The Wealth and Poverty of Nations: Why Some Are So Rich and Some So Poor (W W Norton & Company; 1998)

(Nora) #1

(^134) THE WEALTH AND POVERTY OF NATIONS
meantime, the crypto-Jews, including Abraham Zacut and other
astronomers, found life in Portugal dangerous enough to leave in
droves. They took with them money, commercial know-how,
connections, knowledge, and—even more serious—those
immeasurable qualities of curiosity and dissent that are the leaven of
thought.
That was a loss, but in matters of intolerance, the persecutor's
greatest loss is self-inflicted. It is this process of self-diminution that
gives persecution its durability, that makes it, not the event of the
moment, or of the reign, but of lifetimes and centuries. By 1513,
Portugal wanted for astronomers; by the 1520s, scientific leadership
had gone. The country tried to create a new Christian astronomical
and mathematical tradition but failed, not least because good
astronomers found themselves suspected of Judaism.^12 (Compare the
suspicious response to doctors in Inquisition Spain.)
As in Spain, the Portuguese did their best to close themselves off
from foreign and heretical influences. Education was controlled by
the Church, which maintained a medieval curriculum focused on
grammar, rhetoric, and scholastic argument. Featured were
exhibitionism and hair-splitting (some 247 rhymed, learn-by-heart
rules on the syntax of Latin nouns). The only science at the higher
level was to be found in the one faculty of medicine at Coimbra.
Even there, few instructors were ready to abandon Galen for Harvey
or teach the yet more dangerous ideas of Copernicus, Galileo, and
Newton, all banned by the Jesuits as late as 1746.^13
Meanwhile no more Portuguese students went to study abroad,
and the import of books was strenuously controlled by inspectors
sent by the Holy Office to meet incoming ships and visit bookshops
and libraries. An index of prohibited works was first prepared in
1547; successive expansions culminated in the huge list of 1624—
the better to save Portuguese souls.
Within the kingdom and overseas, a triple censorial barrier
begrudged imprimaturs and discouraged originality. Such printing
presses as were allowed (in Goa, none in Brazil) were in the hands of
clerics, generally Jesuits, who limited their publications to
dictionaries and religious matter. * From Brazil and Angola, even
these safe materials had to be sent to Portugal for prior censorship.



  • The printing press was not brought to Brazil until 1807, when the Portuguese
    court fled there. Modern bureaucracies keep records and issue decrees and regulations,
    and a printing press was indispensable—Lang, Portuguese Brazil, p. 195.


## What you need to do
Among the entries below, tally each line where the word "will" appears and state only the total.

## Source data
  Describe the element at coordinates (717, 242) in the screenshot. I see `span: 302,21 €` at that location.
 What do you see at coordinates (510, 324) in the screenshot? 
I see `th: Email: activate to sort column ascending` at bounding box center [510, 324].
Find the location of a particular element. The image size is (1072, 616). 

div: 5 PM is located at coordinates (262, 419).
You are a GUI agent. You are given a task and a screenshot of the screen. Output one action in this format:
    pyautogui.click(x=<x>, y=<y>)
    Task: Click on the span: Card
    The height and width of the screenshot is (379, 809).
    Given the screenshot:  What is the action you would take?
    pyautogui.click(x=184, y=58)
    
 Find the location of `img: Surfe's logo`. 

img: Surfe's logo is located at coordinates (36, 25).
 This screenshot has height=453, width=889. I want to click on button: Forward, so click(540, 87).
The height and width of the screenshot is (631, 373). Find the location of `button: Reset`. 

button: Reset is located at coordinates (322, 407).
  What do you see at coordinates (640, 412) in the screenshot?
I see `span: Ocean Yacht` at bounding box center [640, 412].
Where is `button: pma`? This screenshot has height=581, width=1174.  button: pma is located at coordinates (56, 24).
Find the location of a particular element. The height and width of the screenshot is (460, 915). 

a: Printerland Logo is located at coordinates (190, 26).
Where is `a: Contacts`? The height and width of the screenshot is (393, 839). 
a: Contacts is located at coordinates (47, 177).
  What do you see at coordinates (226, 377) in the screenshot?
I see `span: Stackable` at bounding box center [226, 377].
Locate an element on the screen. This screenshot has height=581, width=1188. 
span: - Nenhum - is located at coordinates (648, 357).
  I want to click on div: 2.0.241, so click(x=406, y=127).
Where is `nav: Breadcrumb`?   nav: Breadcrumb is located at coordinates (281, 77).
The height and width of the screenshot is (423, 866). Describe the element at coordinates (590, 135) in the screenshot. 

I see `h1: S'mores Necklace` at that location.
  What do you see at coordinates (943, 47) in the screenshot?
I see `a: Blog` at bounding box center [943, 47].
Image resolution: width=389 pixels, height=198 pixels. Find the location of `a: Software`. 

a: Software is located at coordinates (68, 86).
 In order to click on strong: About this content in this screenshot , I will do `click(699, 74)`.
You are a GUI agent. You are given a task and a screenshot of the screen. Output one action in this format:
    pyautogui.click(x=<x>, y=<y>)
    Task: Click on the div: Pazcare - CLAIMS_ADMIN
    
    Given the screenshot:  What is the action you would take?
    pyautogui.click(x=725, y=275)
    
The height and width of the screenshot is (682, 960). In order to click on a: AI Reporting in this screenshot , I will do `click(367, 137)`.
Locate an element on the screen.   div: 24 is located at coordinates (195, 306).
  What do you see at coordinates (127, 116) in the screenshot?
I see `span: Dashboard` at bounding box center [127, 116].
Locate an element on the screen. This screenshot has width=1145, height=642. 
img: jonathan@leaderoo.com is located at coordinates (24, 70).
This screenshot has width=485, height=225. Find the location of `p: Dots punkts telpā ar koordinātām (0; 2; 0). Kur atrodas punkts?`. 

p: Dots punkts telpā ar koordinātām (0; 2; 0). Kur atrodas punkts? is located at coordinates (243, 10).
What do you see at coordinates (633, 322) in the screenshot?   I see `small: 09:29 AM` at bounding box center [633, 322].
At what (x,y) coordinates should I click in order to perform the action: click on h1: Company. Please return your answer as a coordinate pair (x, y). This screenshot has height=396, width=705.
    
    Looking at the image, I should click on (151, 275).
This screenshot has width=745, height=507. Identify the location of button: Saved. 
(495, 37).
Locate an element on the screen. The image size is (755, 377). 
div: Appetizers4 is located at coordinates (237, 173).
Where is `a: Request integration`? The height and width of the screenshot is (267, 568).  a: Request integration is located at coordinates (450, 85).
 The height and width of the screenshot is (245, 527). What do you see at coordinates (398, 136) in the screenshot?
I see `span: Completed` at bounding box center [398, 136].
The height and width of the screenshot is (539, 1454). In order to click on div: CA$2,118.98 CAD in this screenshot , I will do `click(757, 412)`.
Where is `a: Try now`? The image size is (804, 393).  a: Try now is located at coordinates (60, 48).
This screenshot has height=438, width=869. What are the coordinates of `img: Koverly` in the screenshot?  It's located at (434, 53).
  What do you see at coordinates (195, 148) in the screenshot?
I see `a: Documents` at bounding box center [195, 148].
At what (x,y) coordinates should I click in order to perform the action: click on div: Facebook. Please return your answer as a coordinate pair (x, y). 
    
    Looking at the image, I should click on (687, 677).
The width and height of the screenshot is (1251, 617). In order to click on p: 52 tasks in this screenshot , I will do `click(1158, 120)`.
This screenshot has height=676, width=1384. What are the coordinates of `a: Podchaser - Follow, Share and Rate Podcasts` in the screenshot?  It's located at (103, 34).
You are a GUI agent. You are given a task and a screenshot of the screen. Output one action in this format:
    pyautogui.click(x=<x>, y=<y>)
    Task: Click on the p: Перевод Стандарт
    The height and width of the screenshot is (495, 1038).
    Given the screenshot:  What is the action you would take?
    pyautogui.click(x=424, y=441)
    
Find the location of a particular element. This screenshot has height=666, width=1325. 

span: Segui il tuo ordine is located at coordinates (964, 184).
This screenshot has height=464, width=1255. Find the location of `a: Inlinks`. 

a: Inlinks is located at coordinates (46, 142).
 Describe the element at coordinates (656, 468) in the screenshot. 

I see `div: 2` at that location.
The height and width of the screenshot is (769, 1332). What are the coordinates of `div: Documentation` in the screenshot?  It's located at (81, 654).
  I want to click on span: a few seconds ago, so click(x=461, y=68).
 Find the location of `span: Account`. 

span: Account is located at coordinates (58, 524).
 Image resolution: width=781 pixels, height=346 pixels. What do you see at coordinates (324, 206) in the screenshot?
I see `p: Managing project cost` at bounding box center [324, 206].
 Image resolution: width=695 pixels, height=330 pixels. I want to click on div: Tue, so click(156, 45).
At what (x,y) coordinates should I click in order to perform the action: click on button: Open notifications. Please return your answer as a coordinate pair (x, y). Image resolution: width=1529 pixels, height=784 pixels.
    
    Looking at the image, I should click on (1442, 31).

## Solution to the problem
4